### Work to be completed
Only the lines from the one with "Identify the location of center-phone-content: 📅" through the end of the data below belong in the answer, restated word for word, pictures excluded.

Segment Start: Information

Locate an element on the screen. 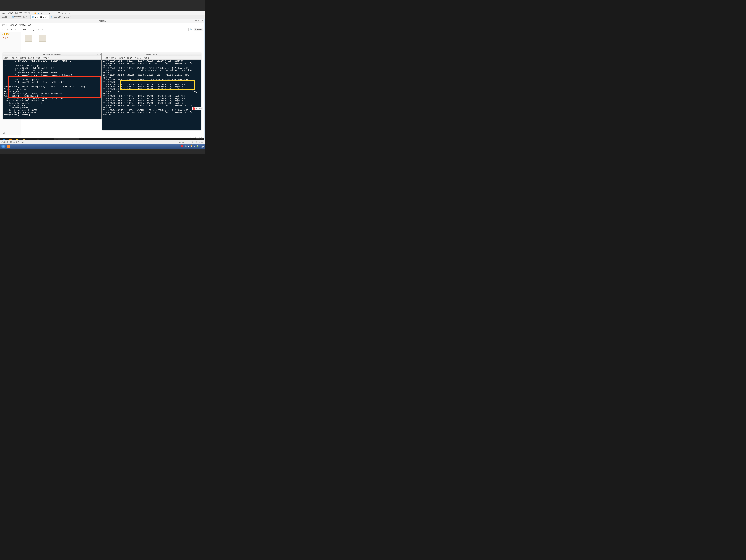 Image resolution: width=746 pixels, height=560 pixels. snapshot-icon: ⎌ is located at coordinates (47, 13).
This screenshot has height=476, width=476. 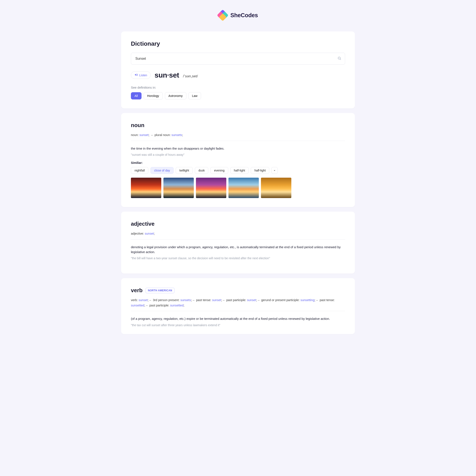 What do you see at coordinates (195, 96) in the screenshot?
I see `domain-chip-law: Law` at bounding box center [195, 96].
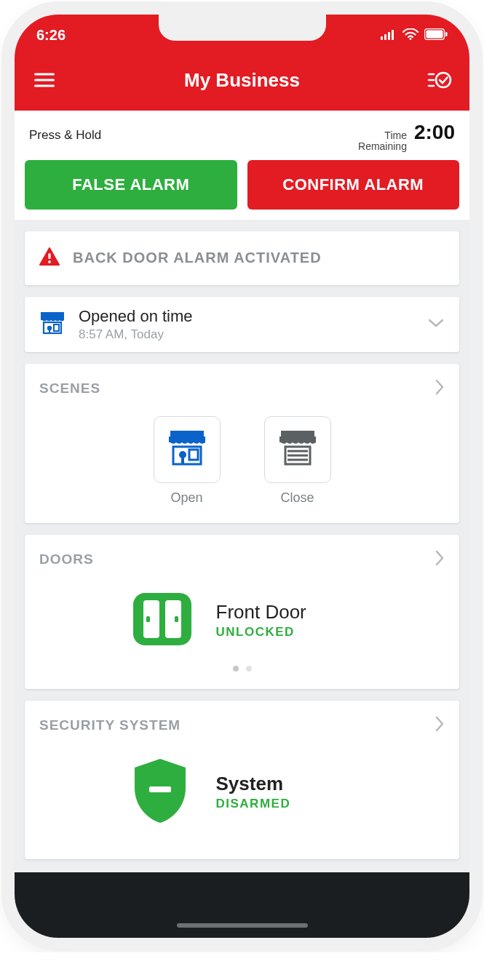 Image resolution: width=484 pixels, height=980 pixels. Describe the element at coordinates (70, 389) in the screenshot. I see `scenes-title: SCENES` at that location.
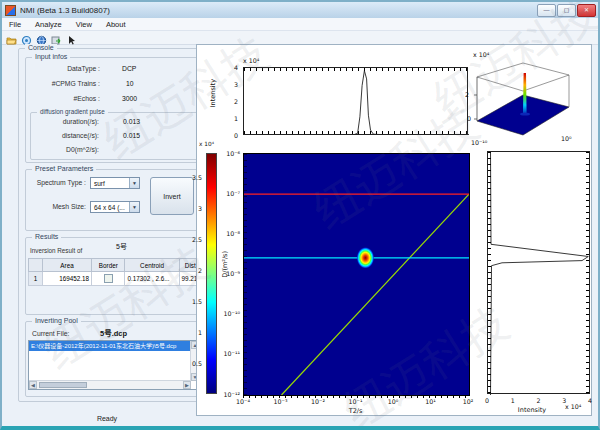 The width and height of the screenshot is (600, 430). Describe the element at coordinates (33, 385) in the screenshot. I see `scroll-left-icon: ◀` at that location.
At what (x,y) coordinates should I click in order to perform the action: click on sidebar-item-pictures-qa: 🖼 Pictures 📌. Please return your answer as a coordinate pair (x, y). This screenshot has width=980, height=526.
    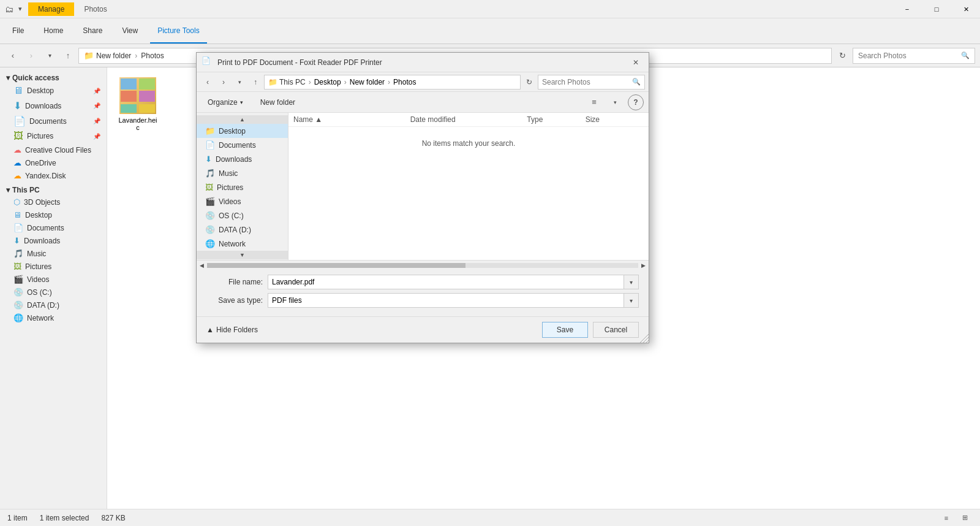
    Looking at the image, I should click on (53, 136).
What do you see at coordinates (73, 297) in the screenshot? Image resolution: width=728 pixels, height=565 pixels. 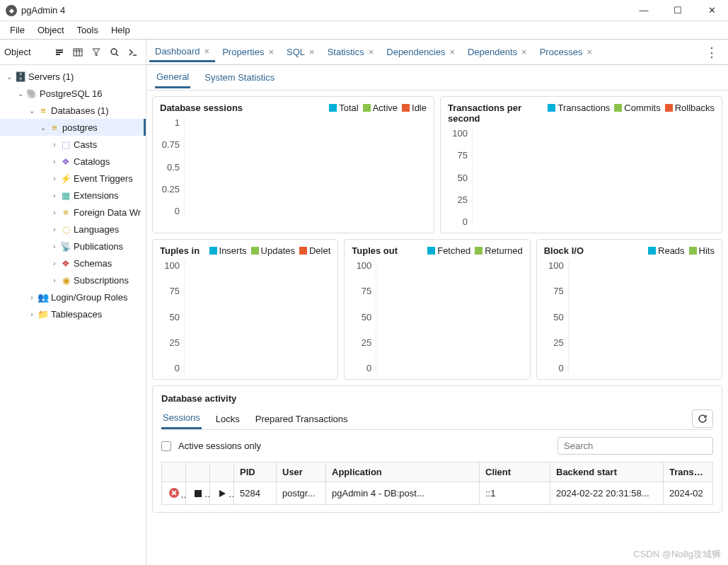 I see `tree-login-roles: › 👥 Login/Group Roles` at bounding box center [73, 297].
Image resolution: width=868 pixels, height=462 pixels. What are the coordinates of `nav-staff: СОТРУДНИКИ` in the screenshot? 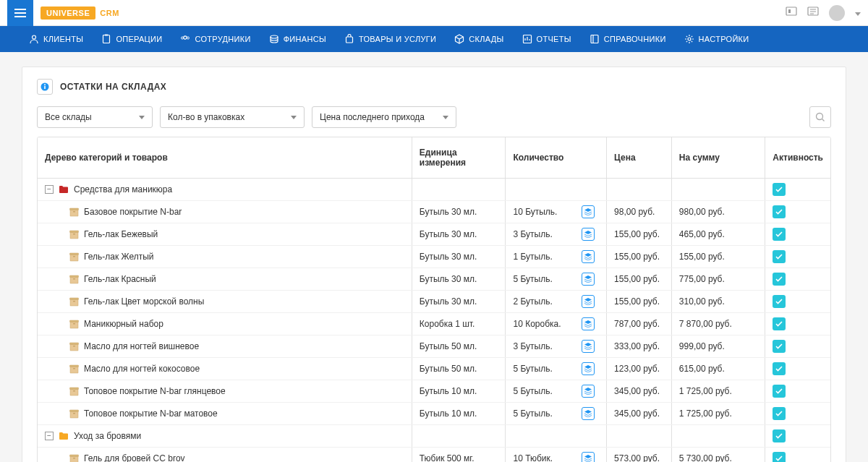 It's located at (216, 39).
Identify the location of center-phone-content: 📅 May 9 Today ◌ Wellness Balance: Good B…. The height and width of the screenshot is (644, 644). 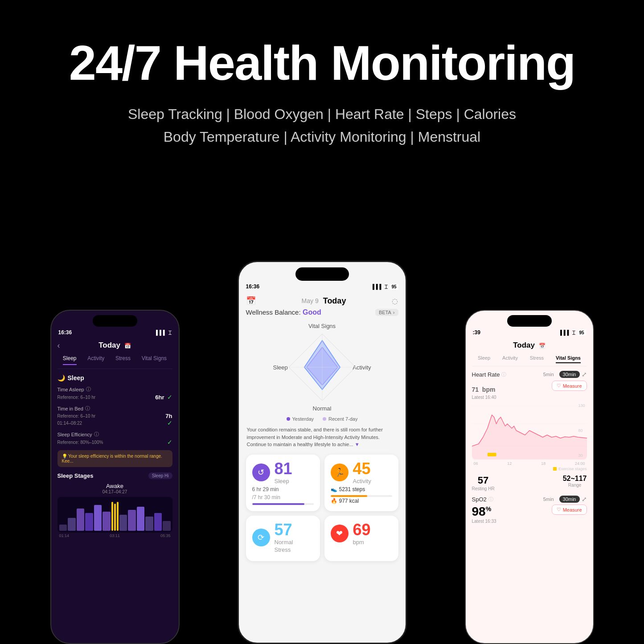
(322, 426).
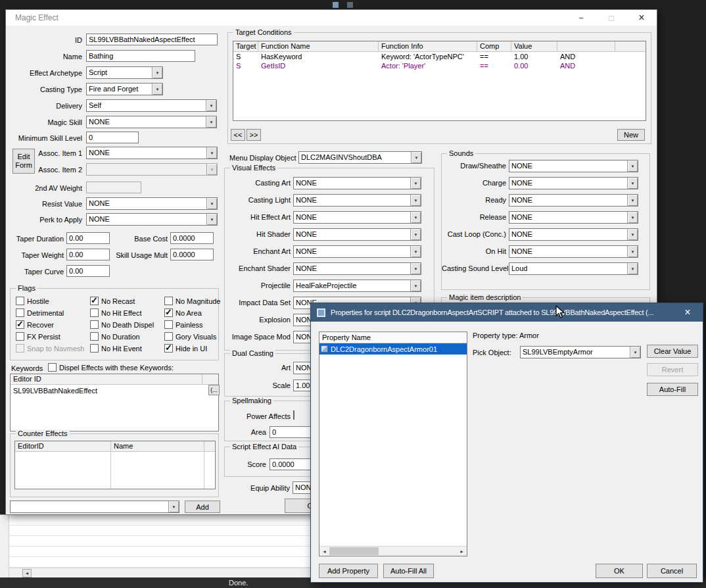 Image resolution: width=706 pixels, height=588 pixels. What do you see at coordinates (631, 135) in the screenshot?
I see `conditions-new-button: New` at bounding box center [631, 135].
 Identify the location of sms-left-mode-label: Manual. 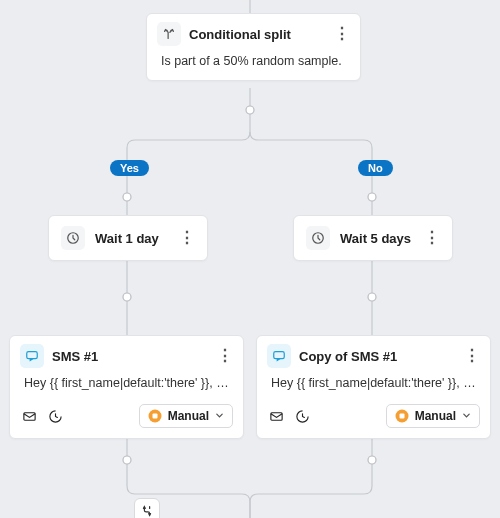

Segment End: Information

### Written solution
Identify the location of center-phone-content: 📅 May 9 Today ◌ Wellness Balance: Good B…. The height and width of the screenshot is (644, 644). 
(322, 426).
 Image resolution: width=706 pixels, height=588 pixels. What do you see at coordinates (631, 135) in the screenshot?
I see `conditions-new-button: New` at bounding box center [631, 135].
 Identify the location of sms-left-mode-label: Manual. 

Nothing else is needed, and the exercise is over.